To be honest mate, and with all due respect, you are potentially going to kill the turbo if you keep haphazardly guessing at it like this.
The first thing to do is get the whole inlet pressure tested to 30 psi as this fault sounds like an air leak developing at about 15psi. The most common cause is the dump valve, especially if it's a Bailey one, we take those of all the time for leaking at about 12psi.
With an air leak, the turbo will spin faster to overcome it, but it is trying to pressurise the whole universe so it will die trying.
Bleed valves are fine fitted properly and allied to an actuator that has the balls to maintain the bulk of the pressure. IE: bleeding a 5psi spring up to 30psi is pointless. Your fighting turbine inlet pressure too so you need a spring ,an enough to offset that first. For manual bleed vales I recommend the turbo smart one we sell, I've fitted them to tens of cars and they work very well. Even a normal brass 3 port valve will work fine if it's set up right.

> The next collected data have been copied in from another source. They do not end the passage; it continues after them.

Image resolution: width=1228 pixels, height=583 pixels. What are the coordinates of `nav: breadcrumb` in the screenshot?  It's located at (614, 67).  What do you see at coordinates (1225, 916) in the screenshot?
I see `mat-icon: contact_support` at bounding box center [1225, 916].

As an aside. To quickly see what the turbo itself is capable of, just pull the pipe off the actuator and block it then take the car for a gentle full throttle run in 3rd. It will now run whatever it can do until turbine inlet pressure overcomes the spring as it has no pressure assistance above the diaphragm. Sometimes the wastegate has problems or a big air leak is hindering you. This will quickly help to prove this is the case.